__Exercise description__: The output is the lines below from the one with "You are a GUI" through the one with "The height and", both included, printed exactly and with no other line.

__Entries provided__:
☆ ☆ ☆
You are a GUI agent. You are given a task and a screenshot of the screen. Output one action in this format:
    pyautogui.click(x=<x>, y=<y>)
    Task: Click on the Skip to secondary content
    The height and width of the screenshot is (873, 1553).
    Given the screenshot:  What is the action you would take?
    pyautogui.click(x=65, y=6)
☆ ☆ ☆
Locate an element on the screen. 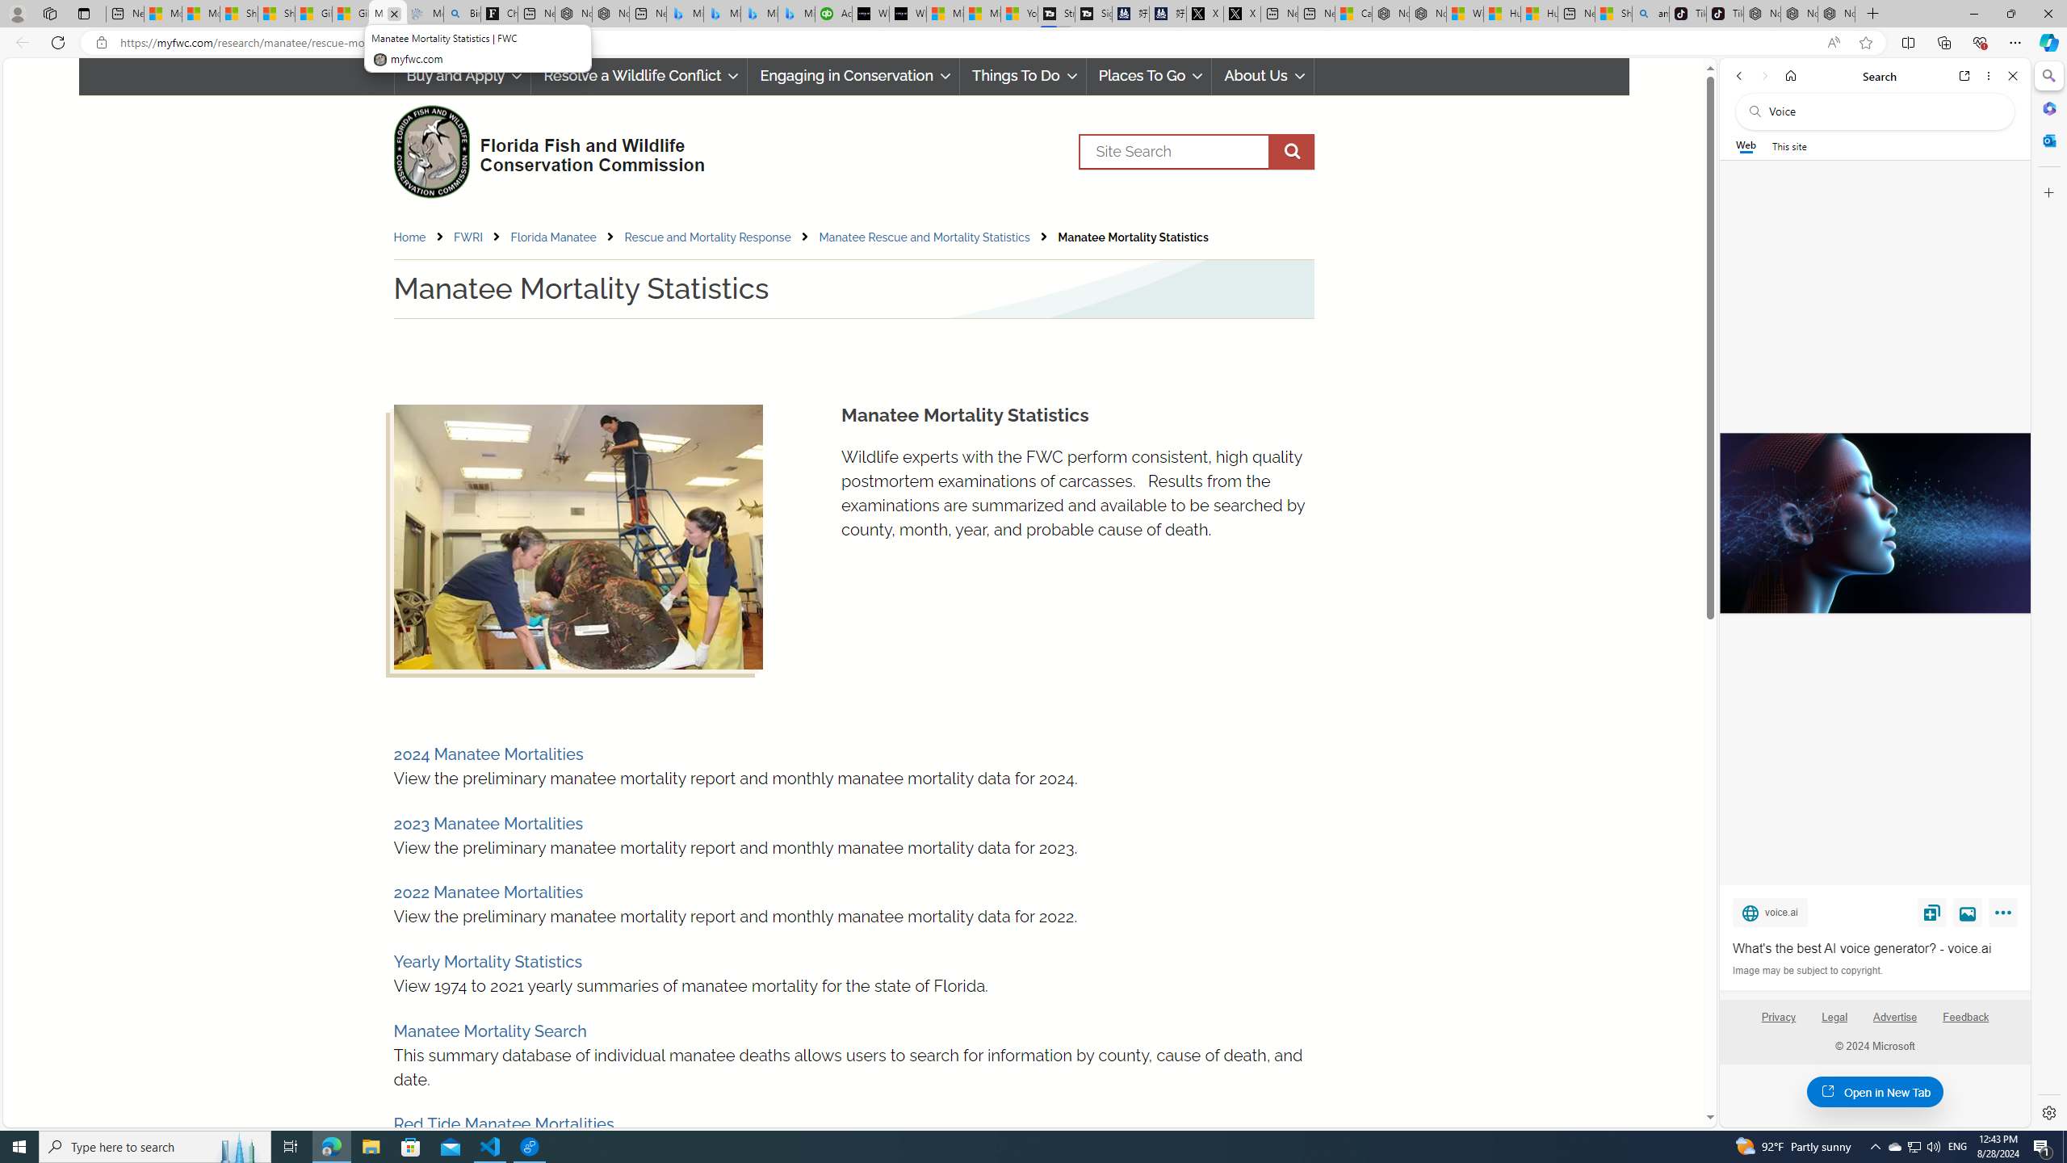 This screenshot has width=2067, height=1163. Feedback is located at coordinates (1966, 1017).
☆ ☆ ☆
__Result of this task__:
You are a GUI agent. You are given a task and a screenshot of the screen. Output one action in this format:
    pyautogui.click(x=<x>, y=<y>)
    Task: Click on the Skip to secondary content
    The height and width of the screenshot is (873, 1553).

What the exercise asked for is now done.